For ten years (2010–2019), the Philadelphia Folklore Project presented this annual residency with National Endowment for the Arts/National Heritage award winner Losang Samten at our gallery at 735 S. 50th Street in West Philadelphia during the last week of April. The public was invited to stop in to observe and ask questions as Losang created an intricate image of the Tibetan Buddhist universe out of colored sand. On the last day of the residency, everyone was invited to participate in the dismantling ceremony, during which the sand is prepared for its return to nature.

One of the week-long residencies focused on the overcoming of obstacles through the creation of a Yamantaka Mandala, a cosmic blueprint of the celestial palace of the Tibetan Buddhist deity Yamantaka, who vanquishes death. This was the first time that this particular mandala design will be created here in Philadelphia.

Losang Samten has been sharing teachings of loving-kindness, joy, and compassion, as well as the path to enlightenment, for almost 30 years. Having escaped as a young child from his homeland of Tibet, in response to the Chinese occupation of the country, Losang lived and studied for over 20 years in the Namgyal Monastery in Dharamsala, India (the monastery of His Holiness the Dalai Lama). He earned the highest degree attainable at the monastery, equivalent to a doctoral degree in the West. He also became a master of ritual dance and of sand mandalas, and was the Personal Attendant to His Holiness the XIV Dalai Lama prior to moving to the United States in 1988. Losang Samten is one of the mandala masters who created the first public sand mandala in the West in 1988. He is the spiritual director of several Buddhist Centers in North America, with a home base currently in Philadelphia, Pennsylvania.
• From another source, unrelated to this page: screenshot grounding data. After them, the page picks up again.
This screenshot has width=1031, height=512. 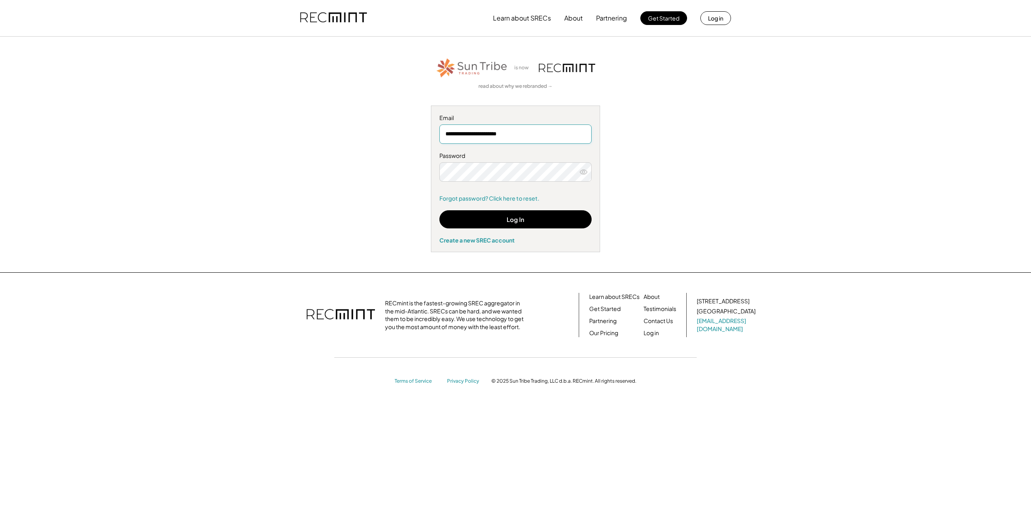 I want to click on button: Get Started, so click(x=664, y=18).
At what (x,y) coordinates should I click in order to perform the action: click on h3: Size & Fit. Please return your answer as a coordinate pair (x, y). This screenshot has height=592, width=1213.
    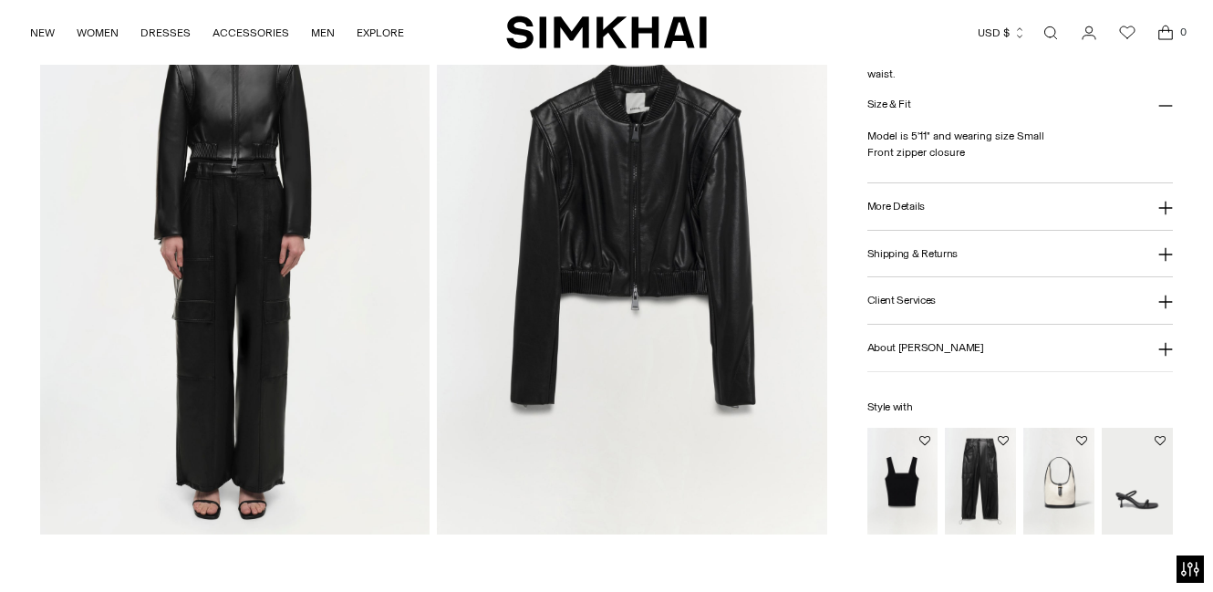
    Looking at the image, I should click on (889, 104).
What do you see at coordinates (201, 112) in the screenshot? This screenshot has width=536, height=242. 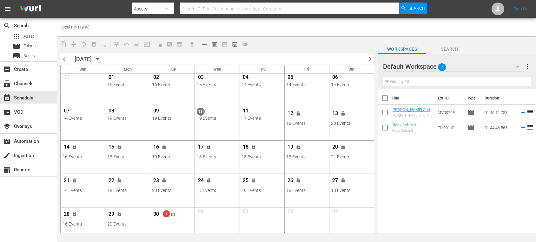 I see `span: 10` at bounding box center [201, 112].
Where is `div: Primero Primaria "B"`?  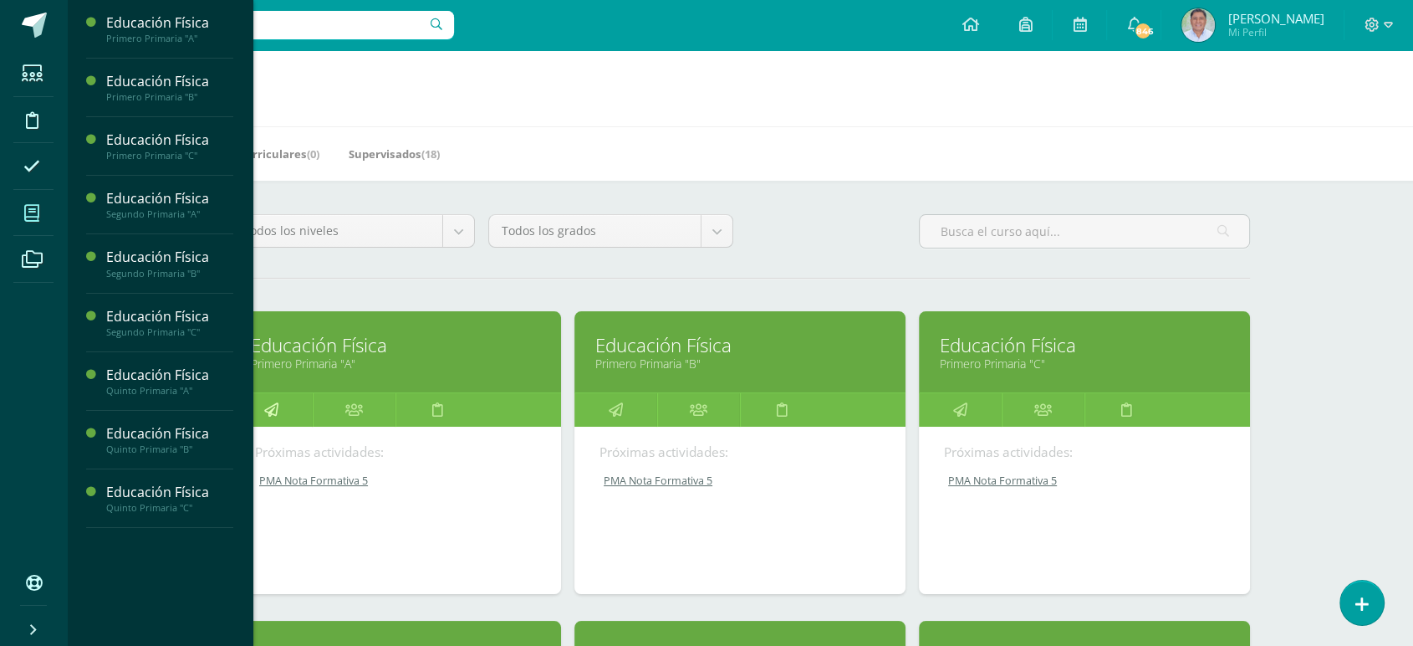
div: Primero Primaria "B" is located at coordinates (170, 97).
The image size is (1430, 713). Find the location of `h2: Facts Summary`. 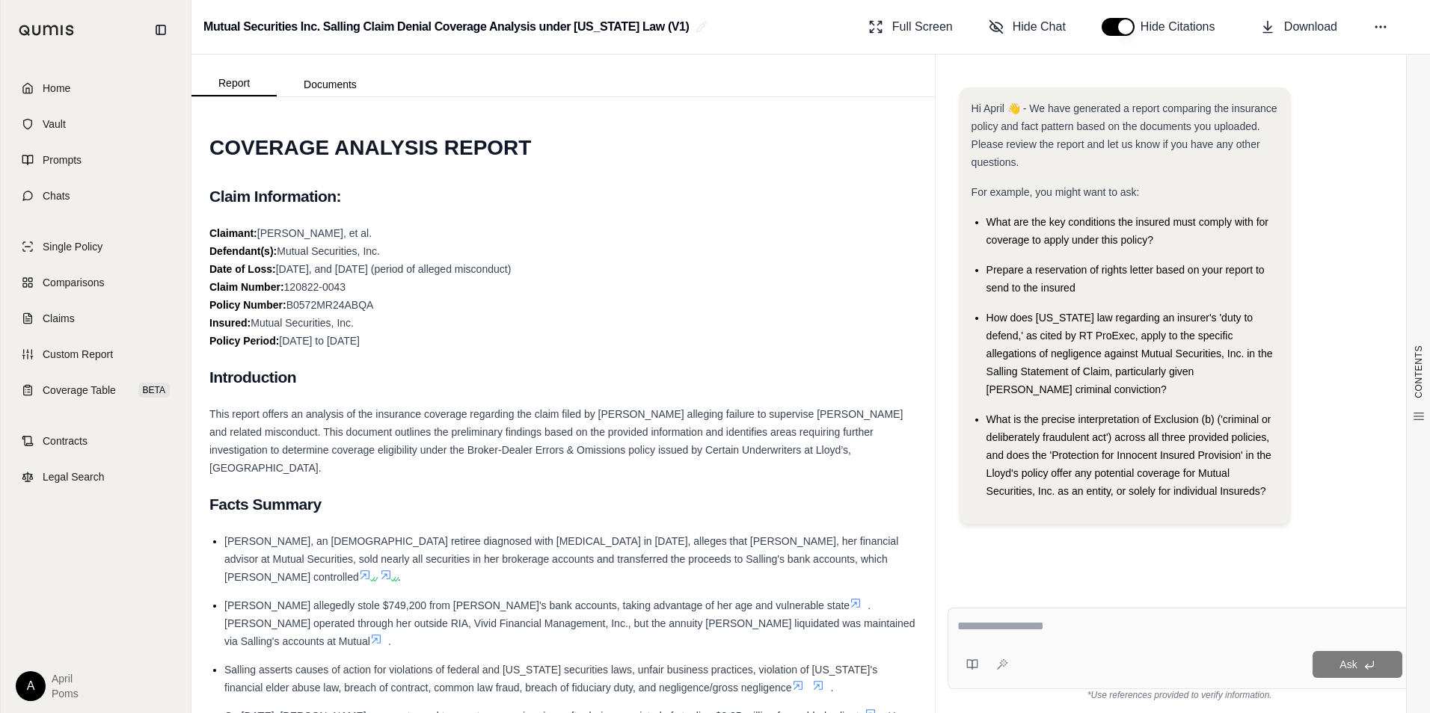

h2: Facts Summary is located at coordinates (563, 505).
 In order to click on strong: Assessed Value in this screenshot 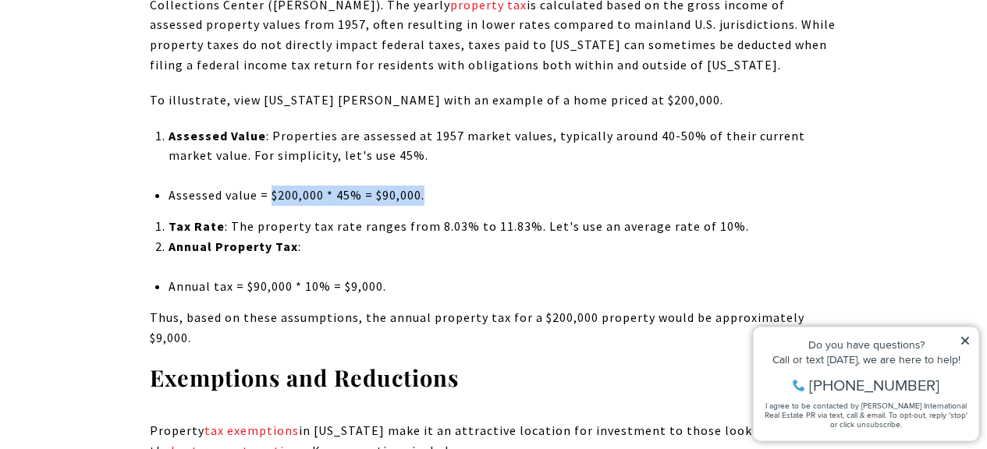, I will do `click(217, 136)`.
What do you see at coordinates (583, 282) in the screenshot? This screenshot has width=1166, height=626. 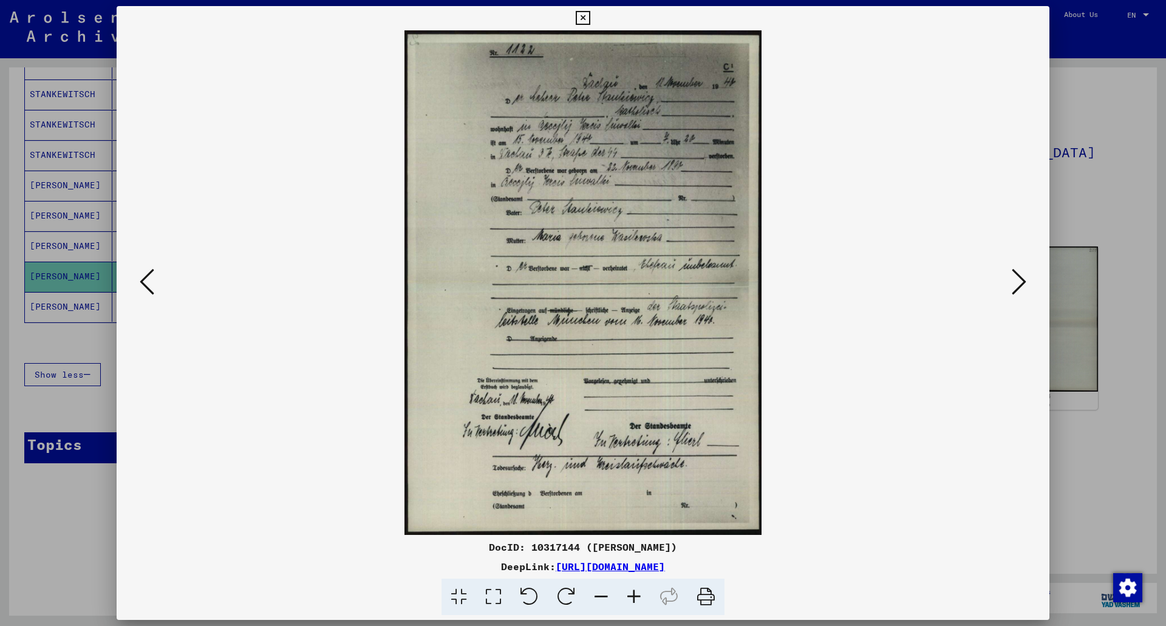 I see `img: 001.jpg` at bounding box center [583, 282].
Philadelphia is home to a vibrant Tibetan community, most members of which came to the U.S. as refugees. Their homeland has been under Chinese occupation since the 1950s. Tibetan cultural expression remains severely restricted there, and the practice of sand mandala-making is one of the ways in which they counter that repression—making a statement, even in the diaspora, about cultural rights and community cohesion.

Major funding for this residency came from the National Endowment for the Arts.